On Monday 12 May 2003 15:30, Paul Conn wrote:
On Mon, 12 May 2003 12:00:02 -0700
Curtis Rey <crrey@charter.net> wrote:
Hi all. I decided to install the lastest version of ZiNF rather than the version of freeamp that comes with 8.2. I have three options.
[....stuff deleted...]
Two get the aforementioned files as *.src.rpms and rebuilid them for my system. But, Is the rpm database going to correctly reconized these later so that I can track them correctly with rpm?
Three is to get the source packages and then create my own rpms for SuSE 8.2 myself. I haven't done this but feels it's time I learned to. If I were to take this path I would greatly appreciate any pointers that others may offer, such as specific literature/readme's and programs that would make it easier for an rpm noob to use and follow.
You can build rpm's from source rpm's, but can I suggest another method. You have a wonderful little program already called "checkinstall" that you can use. You get the compressed tarballs and follow along as though doing a configure/make/make install. However, instead of doing make install you call checkinstall. It actually does the make install for you but then it interactively creates an rpm from the detail it gathers doing the install. It then installs the rpm. This creates an entry in the rpm database and you can subsequently treat it as an rpm installation.
It makes maintaining non-SuSE specific software a breeze. All the advantages of your own configure plus rpm management. BTW, I usually run SuSEconfig manually after such an install, for good order.
Paul.
Cool, I do remember hearing about this. Also, is the KRPMbuilder a front end for this. I was giving it a look and some pre-defined arguments (fill in the spaces). Are you or anyone else aware of this program and have any opinion one way or the other? The checkinstall sounds very handy though. I have done many tarballs and am faily comfortable with them. I guess what your saying config make to get things straight, deps, paths, etc.. and the run check install - I'll have a look at the man pages. Cheers, Curtis.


__Your assignment__
Each record must come back unchanged in your answer, stripped of its images.

__Stored data__
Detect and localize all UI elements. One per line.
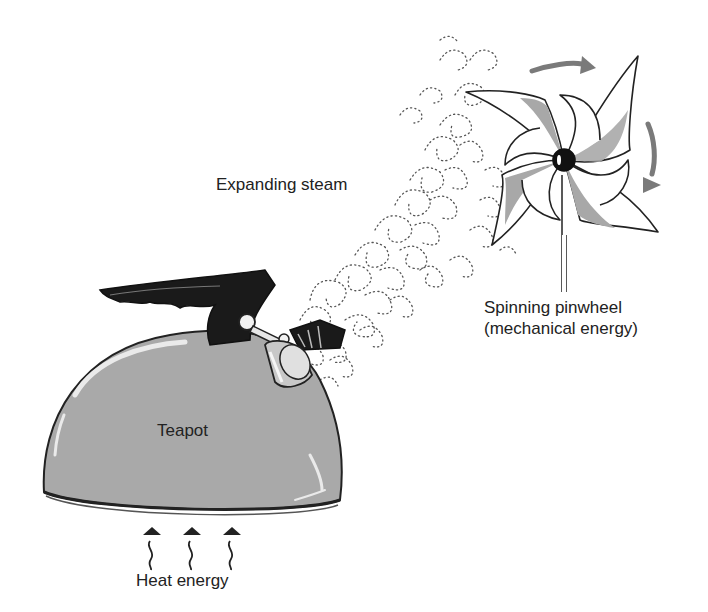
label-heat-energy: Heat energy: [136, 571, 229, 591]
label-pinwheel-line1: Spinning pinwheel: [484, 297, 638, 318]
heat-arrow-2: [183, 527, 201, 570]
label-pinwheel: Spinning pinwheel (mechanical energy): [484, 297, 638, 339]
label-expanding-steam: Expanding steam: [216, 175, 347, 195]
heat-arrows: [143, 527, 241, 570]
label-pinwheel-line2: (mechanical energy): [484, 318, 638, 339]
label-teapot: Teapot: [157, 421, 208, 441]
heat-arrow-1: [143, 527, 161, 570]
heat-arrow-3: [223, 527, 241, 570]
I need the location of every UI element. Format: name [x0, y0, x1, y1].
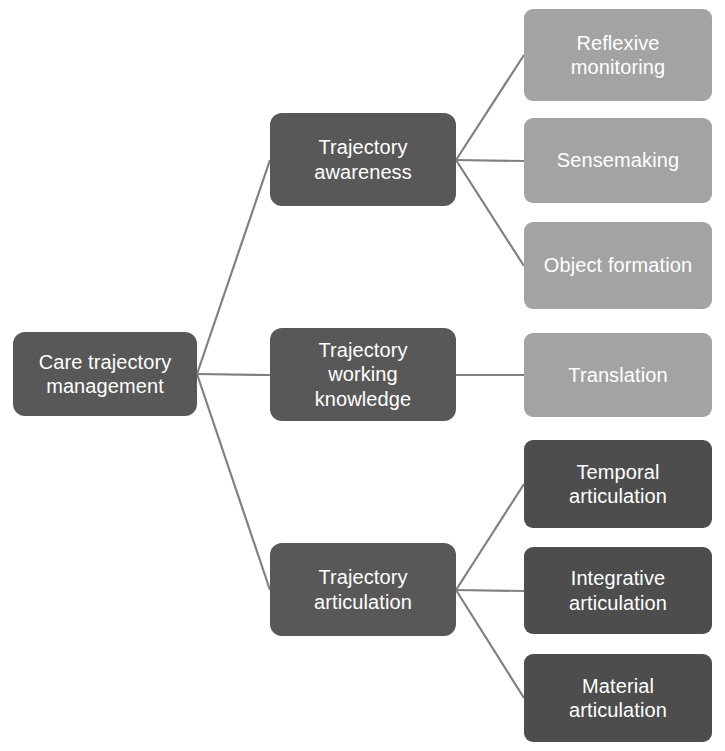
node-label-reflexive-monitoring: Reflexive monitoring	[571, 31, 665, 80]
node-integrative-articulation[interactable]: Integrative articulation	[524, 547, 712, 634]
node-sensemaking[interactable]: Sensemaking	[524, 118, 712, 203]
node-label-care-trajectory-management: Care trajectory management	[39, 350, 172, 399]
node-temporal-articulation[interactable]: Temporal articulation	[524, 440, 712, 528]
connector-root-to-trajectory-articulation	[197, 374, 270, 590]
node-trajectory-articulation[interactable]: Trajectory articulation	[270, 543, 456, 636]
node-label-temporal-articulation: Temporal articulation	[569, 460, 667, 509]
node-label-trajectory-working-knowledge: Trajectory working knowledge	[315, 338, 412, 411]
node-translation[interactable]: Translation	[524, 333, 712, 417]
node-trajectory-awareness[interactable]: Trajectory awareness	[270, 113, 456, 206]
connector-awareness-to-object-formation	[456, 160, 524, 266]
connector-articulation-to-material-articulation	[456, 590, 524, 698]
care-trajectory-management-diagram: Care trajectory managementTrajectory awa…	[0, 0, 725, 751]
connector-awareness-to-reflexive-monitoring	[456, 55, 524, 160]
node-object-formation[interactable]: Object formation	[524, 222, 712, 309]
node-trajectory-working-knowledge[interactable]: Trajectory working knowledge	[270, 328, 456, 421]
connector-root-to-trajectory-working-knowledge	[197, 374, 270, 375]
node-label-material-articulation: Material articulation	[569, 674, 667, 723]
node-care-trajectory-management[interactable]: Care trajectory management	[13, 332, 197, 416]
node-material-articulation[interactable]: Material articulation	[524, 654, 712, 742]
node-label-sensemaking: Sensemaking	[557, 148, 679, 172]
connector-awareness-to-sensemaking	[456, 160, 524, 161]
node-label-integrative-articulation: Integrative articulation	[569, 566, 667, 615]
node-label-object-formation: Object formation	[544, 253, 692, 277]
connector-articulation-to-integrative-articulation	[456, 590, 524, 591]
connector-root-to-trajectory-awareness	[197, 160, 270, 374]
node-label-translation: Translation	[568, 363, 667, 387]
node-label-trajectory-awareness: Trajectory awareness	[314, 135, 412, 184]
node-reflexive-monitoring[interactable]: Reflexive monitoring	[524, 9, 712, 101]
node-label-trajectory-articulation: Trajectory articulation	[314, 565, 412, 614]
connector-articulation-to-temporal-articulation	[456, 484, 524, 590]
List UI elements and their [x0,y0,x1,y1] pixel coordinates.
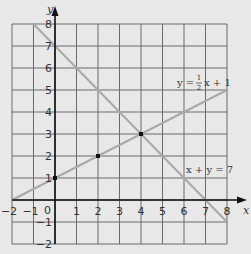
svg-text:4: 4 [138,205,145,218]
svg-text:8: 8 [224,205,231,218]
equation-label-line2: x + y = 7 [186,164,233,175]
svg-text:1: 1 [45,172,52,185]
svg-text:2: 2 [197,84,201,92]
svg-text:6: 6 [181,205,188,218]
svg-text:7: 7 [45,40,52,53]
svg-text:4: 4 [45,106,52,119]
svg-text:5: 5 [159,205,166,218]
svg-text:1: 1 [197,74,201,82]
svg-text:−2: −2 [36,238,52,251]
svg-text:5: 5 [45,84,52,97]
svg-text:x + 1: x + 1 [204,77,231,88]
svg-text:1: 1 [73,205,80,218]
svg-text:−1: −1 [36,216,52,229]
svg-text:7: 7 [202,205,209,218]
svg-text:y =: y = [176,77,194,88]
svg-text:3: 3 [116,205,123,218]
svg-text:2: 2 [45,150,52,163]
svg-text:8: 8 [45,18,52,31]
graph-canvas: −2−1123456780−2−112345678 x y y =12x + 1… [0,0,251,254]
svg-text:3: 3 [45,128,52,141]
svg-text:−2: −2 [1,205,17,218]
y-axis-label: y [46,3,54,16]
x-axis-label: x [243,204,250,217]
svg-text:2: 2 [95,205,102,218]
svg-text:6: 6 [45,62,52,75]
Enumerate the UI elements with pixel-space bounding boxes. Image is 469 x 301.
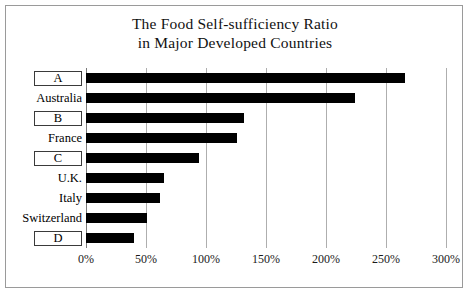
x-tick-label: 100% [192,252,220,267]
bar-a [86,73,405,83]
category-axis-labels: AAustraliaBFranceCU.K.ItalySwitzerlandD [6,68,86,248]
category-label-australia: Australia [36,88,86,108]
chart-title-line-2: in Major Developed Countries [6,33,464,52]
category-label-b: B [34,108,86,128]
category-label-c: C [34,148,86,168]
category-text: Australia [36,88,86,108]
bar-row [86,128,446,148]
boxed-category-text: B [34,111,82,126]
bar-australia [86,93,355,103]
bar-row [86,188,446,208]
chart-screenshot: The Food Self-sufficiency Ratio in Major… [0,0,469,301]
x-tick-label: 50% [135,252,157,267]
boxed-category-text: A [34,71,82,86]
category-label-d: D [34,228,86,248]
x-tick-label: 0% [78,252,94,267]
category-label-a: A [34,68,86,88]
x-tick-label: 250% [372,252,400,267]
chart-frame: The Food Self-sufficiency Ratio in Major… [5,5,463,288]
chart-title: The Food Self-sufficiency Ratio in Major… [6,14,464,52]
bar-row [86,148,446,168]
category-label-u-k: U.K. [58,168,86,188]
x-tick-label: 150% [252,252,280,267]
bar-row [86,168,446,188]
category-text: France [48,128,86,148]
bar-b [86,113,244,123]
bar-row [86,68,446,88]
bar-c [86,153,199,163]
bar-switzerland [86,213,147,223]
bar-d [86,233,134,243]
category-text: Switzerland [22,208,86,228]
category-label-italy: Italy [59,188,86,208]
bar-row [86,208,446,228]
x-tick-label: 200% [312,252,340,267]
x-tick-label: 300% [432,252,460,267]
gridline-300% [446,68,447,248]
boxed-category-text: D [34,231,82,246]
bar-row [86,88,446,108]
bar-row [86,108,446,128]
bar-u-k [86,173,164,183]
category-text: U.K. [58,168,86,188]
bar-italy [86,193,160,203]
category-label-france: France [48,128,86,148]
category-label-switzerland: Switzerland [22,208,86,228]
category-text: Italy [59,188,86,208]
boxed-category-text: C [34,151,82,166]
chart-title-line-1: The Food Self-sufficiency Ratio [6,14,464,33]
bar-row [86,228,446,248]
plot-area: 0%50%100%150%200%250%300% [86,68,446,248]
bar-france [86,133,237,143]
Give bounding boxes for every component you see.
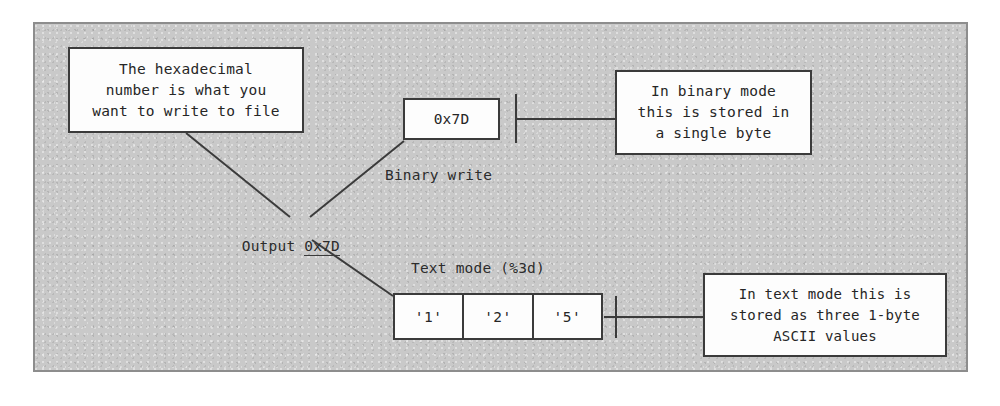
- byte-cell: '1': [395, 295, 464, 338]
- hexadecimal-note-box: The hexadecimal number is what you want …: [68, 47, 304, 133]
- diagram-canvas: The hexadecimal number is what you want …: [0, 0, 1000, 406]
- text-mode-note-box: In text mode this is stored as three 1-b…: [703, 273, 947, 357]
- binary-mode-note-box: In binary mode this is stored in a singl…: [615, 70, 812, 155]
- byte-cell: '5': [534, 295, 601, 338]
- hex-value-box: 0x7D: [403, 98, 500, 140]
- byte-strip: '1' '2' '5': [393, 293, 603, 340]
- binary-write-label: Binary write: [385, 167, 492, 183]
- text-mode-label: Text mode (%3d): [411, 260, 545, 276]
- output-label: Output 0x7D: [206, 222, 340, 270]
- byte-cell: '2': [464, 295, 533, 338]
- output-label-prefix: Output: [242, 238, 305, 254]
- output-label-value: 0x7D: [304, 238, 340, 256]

__Written answer__
Detect and localize all UI elements. One per line.
label-heat-energy: Heat energy: [136, 571, 229, 591]
label-pinwheel-line1: Spinning pinwheel: [484, 297, 638, 318]
heat-arrow-2: [183, 527, 201, 570]
label-pinwheel: Spinning pinwheel (mechanical energy): [484, 297, 638, 339]
label-expanding-steam: Expanding steam: [216, 175, 347, 195]
heat-arrows: [143, 527, 241, 570]
label-pinwheel-line2: (mechanical energy): [484, 318, 638, 339]
label-teapot: Teapot: [157, 421, 208, 441]
heat-arrow-1: [143, 527, 161, 570]
heat-arrow-3: [223, 527, 241, 570]
I need the location of every UI element. Format: name [x0, y0, x1, y1].
node-label-reflexive-monitoring: Reflexive monitoring	[571, 31, 665, 80]
node-integrative-articulation[interactable]: Integrative articulation	[524, 547, 712, 634]
node-sensemaking[interactable]: Sensemaking	[524, 118, 712, 203]
node-label-care-trajectory-management: Care trajectory management	[39, 350, 172, 399]
node-temporal-articulation[interactable]: Temporal articulation	[524, 440, 712, 528]
connector-root-to-trajectory-articulation	[197, 374, 270, 590]
node-trajectory-articulation[interactable]: Trajectory articulation	[270, 543, 456, 636]
node-label-temporal-articulation: Temporal articulation	[569, 460, 667, 509]
node-label-trajectory-working-knowledge: Trajectory working knowledge	[315, 338, 412, 411]
node-translation[interactable]: Translation	[524, 333, 712, 417]
node-trajectory-awareness[interactable]: Trajectory awareness	[270, 113, 456, 206]
connector-awareness-to-object-formation	[456, 160, 524, 266]
connector-articulation-to-material-articulation	[456, 590, 524, 698]
care-trajectory-management-diagram: Care trajectory managementTrajectory awa…	[0, 0, 725, 751]
connector-awareness-to-reflexive-monitoring	[456, 55, 524, 160]
node-object-formation[interactable]: Object formation	[524, 222, 712, 309]
node-trajectory-working-knowledge[interactable]: Trajectory working knowledge	[270, 328, 456, 421]
connector-root-to-trajectory-working-knowledge	[197, 374, 270, 375]
node-label-material-articulation: Material articulation	[569, 674, 667, 723]
node-care-trajectory-management[interactable]: Care trajectory management	[13, 332, 197, 416]
node-material-articulation[interactable]: Material articulation	[524, 654, 712, 742]
node-label-sensemaking: Sensemaking	[557, 148, 679, 172]
connector-awareness-to-sensemaking	[456, 160, 524, 161]
node-label-integrative-articulation: Integrative articulation	[569, 566, 667, 615]
node-label-object-formation: Object formation	[544, 253, 692, 277]
connector-articulation-to-integrative-articulation	[456, 590, 524, 591]
connector-root-to-trajectory-awareness	[197, 160, 270, 374]
node-label-translation: Translation	[568, 363, 667, 387]
node-label-trajectory-awareness: Trajectory awareness	[314, 135, 412, 184]
node-reflexive-monitoring[interactable]: Reflexive monitoring	[524, 9, 712, 101]
node-label-trajectory-articulation: Trajectory articulation	[314, 565, 412, 614]
connector-articulation-to-temporal-articulation	[456, 484, 524, 590]
List UI elements and their [x0,y0,x1,y1] pixel coordinates.
svg-text:4: 4 [138,205,145,218]
svg-text:8: 8 [224,205,231,218]
equation-label-line2: x + y = 7 [186,164,233,175]
svg-text:1: 1 [45,172,52,185]
svg-text:2: 2 [197,84,201,92]
svg-text:6: 6 [181,205,188,218]
svg-text:7: 7 [45,40,52,53]
svg-text:4: 4 [45,106,52,119]
svg-text:5: 5 [159,205,166,218]
svg-text:1: 1 [197,74,201,82]
svg-text:−2: −2 [36,238,52,251]
svg-text:5: 5 [45,84,52,97]
svg-text:x + 1: x + 1 [204,77,231,88]
svg-text:1: 1 [73,205,80,218]
svg-text:−1: −1 [36,216,52,229]
svg-text:7: 7 [202,205,209,218]
svg-text:y =: y = [176,77,194,88]
svg-text:3: 3 [116,205,123,218]
svg-text:2: 2 [45,150,52,163]
svg-text:8: 8 [45,18,52,31]
graph-canvas: −2−1123456780−2−112345678 x y y =12x + 1… [0,0,251,254]
svg-text:3: 3 [45,128,52,141]
svg-text:−2: −2 [1,205,17,218]
y-axis-label: y [46,3,54,16]
x-axis-label: x [243,204,250,217]
svg-text:2: 2 [95,205,102,218]
svg-text:6: 6 [45,62,52,75]
Enumerate the UI elements with pixel-space bounding boxes. Image is 469 x 301.
x-tick-label: 100% [192,252,220,267]
bar-a [86,73,405,83]
category-axis-labels: AAustraliaBFranceCU.K.ItalySwitzerlandD [6,68,86,248]
category-label-australia: Australia [36,88,86,108]
chart-title-line-2: in Major Developed Countries [6,33,464,52]
category-label-b: B [34,108,86,128]
category-label-c: C [34,148,86,168]
category-text: Australia [36,88,86,108]
bar-row [86,128,446,148]
boxed-category-text: B [34,111,82,126]
bar-australia [86,93,355,103]
bar-row [86,188,446,208]
chart-screenshot: The Food Self-sufficiency Ratio in Major… [0,0,469,301]
x-tick-label: 50% [135,252,157,267]
boxed-category-text: A [34,71,82,86]
category-label-d: D [34,228,86,248]
x-tick-label: 0% [78,252,94,267]
category-label-a: A [34,68,86,88]
x-tick-label: 250% [372,252,400,267]
chart-frame: The Food Self-sufficiency Ratio in Major… [5,5,463,288]
chart-title: The Food Self-sufficiency Ratio in Major… [6,14,464,52]
bar-row [86,148,446,168]
category-label-u-k: U.K. [58,168,86,188]
x-tick-label: 150% [252,252,280,267]
bar-row [86,168,446,188]
category-text: France [48,128,86,148]
bar-b [86,113,244,123]
bar-row [86,68,446,88]
bar-c [86,153,199,163]
bar-switzerland [86,213,147,223]
bar-d [86,233,134,243]
category-text: Switzerland [22,208,86,228]
category-label-italy: Italy [59,188,86,208]
bar-row [86,208,446,228]
x-tick-label: 200% [312,252,340,267]
x-tick-label: 300% [432,252,460,267]
gridline-300% [446,68,447,248]
boxed-category-text: D [34,231,82,246]
bar-row [86,88,446,108]
bar-row [86,108,446,128]
bar-u-k [86,173,164,183]
category-text: U.K. [58,168,86,188]
bar-italy [86,193,160,203]
category-label-france: France [48,128,86,148]
category-label-switzerland: Switzerland [22,208,86,228]
category-text: Italy [59,188,86,208]
boxed-category-text: C [34,151,82,166]
chart-title-line-1: The Food Self-sufficiency Ratio [6,14,464,33]
bar-row [86,228,446,248]
plot-area: 0%50%100%150%200%250%300% [86,68,446,248]
bar-france [86,133,237,143]
Give bounding boxes for every component you see.
- byte-cell: '1': [395, 295, 464, 338]
- hexadecimal-note-box: The hexadecimal number is what you want …: [68, 47, 304, 133]
- diagram-canvas: The hexadecimal number is what you want …: [0, 0, 1000, 406]
- text-mode-note-box: In text mode this is stored as three 1-b…: [703, 273, 947, 357]
- binary-mode-note-box: In binary mode this is stored in a singl…: [615, 70, 812, 155]
- byte-cell: '5': [534, 295, 601, 338]
- hex-value-box: 0x7D: [403, 98, 500, 140]
- byte-strip: '1' '2' '5': [393, 293, 603, 340]
- binary-write-label: Binary write: [385, 167, 492, 183]
- text-mode-label: Text mode (%3d): [411, 260, 545, 276]
- output-label: Output 0x7D: [206, 222, 340, 270]
- byte-cell: '2': [464, 295, 533, 338]
- output-label-prefix: Output: [242, 238, 305, 254]
- output-label-value: 0x7D: [304, 238, 340, 256]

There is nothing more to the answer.